‘Like the Guggenheim!’ Inside Zurich’s staggering, revolutionary new hospital for kids

‘Like the Guggenheim!’ Inside Zurich’s staggering, revolutionary new hospital for kids

From the chalet-style patient ‘cottages’ to the walls designed for scribbling on, Herzog & de Meuron’s Kinderspital is a stylish, healing, child-friendly miracle – and it cost less than UK equivalents

‘Hospitals are the ugliest places in the world,” says Jacques Herzog. “They are a product of blind functionalist thinking, while neglecting basic human needs.” The Swiss architect has a point. With their low ceilings, windowless corridors and harsh fluorescent lighting, hospitals can sometimes seem consciously calibrated to make you feel ill, if you didn’t already. Attempts to jolly them up with coloured cladding panels and art commissions do little to distract from the bleak reality of buildings where the human experience – for patients, doctors and visitors alike – is often an afterthought.

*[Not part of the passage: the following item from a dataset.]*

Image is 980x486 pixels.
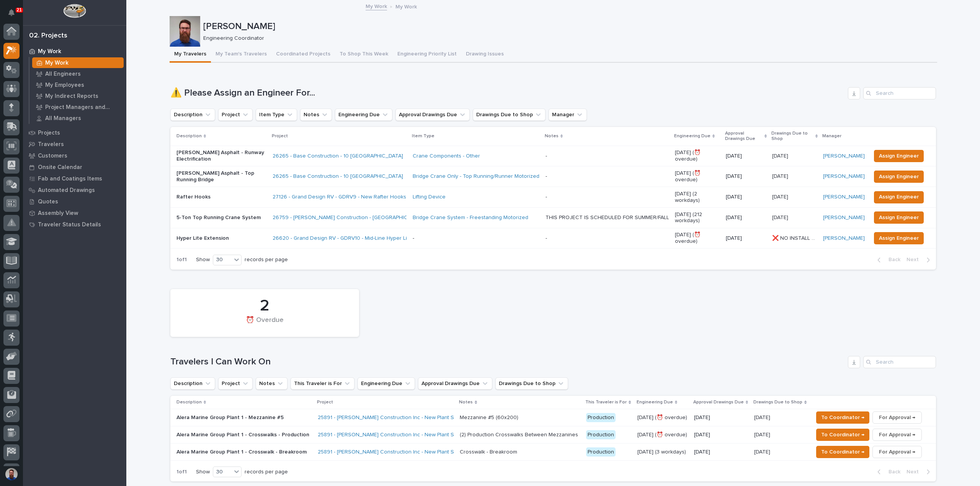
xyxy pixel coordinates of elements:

Herzog insists it doesn’t have to be like this. And he has proof. He is standing in the circular entrance courtyard of his practice’s stunning riposte to the last century of grim healthcare buildings. It is a tranquil space reminiscent of a sylvan spa complex, ringed with sculpted wooden slats and planted with tall trees and ferns, where light bounces off marble sculptures that glisten in the drizzle. A broad gallery deck encircles the floor above, with a touch of Shakespeare’s Globe theatre, where bedrooms spill out on to wide, daylit corridors. Entering through revolving pink glass doors, you find a concrete staircase spiralling down into the foyer, curling around a core of colourful neon tubes that look ready to beam you upstairs.